In the listing below, find the line containing "Describe the element at coordinates (642, 1084)" and the line containing "Describe the element at coordinates (264, 139)", then copy exactly everything from the first through the second, except the pictures.

- [INFORMATION]
● ● ● ● ● ● ●

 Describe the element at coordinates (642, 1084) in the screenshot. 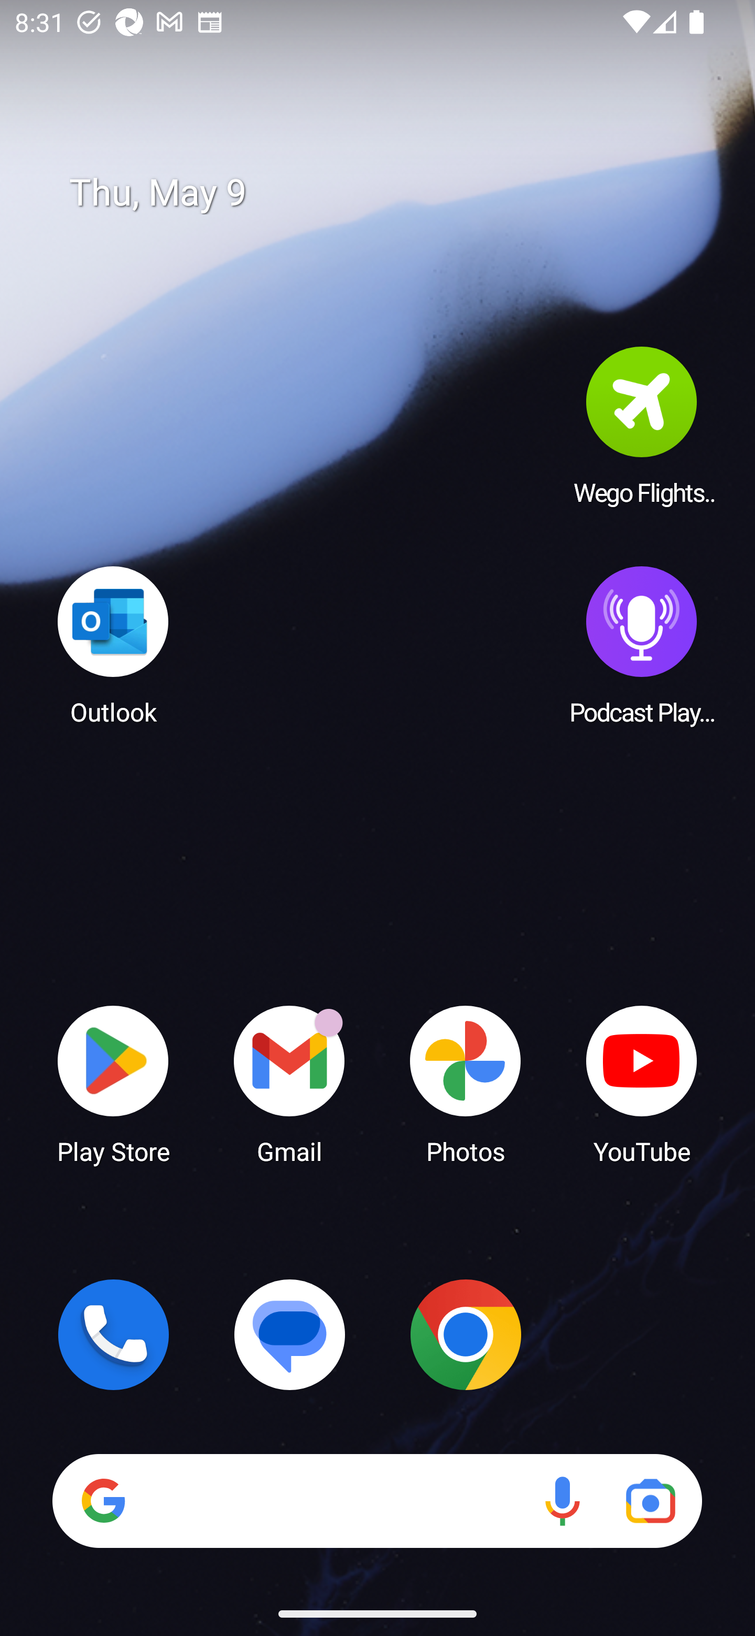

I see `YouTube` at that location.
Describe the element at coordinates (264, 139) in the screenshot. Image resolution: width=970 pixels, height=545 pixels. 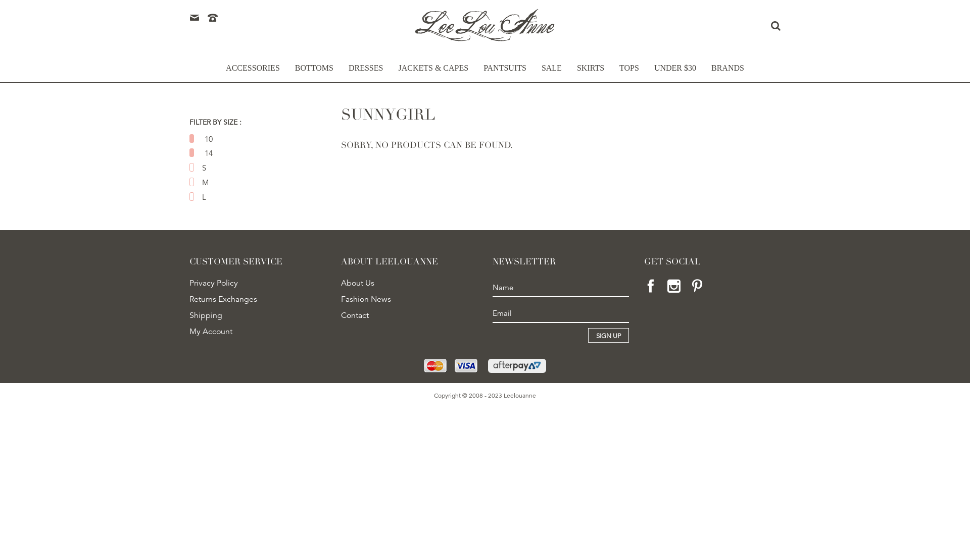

● ● ● ● ● ● ●

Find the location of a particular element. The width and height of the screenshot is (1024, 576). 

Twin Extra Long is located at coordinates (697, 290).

● ● ● ● ● ● ●

- [EXERCISE RESULT]
 Describe the element at coordinates (642, 1084) in the screenshot. 

I see `YouTube` at that location.
Describe the element at coordinates (264, 139) in the screenshot. Image resolution: width=970 pixels, height=545 pixels. 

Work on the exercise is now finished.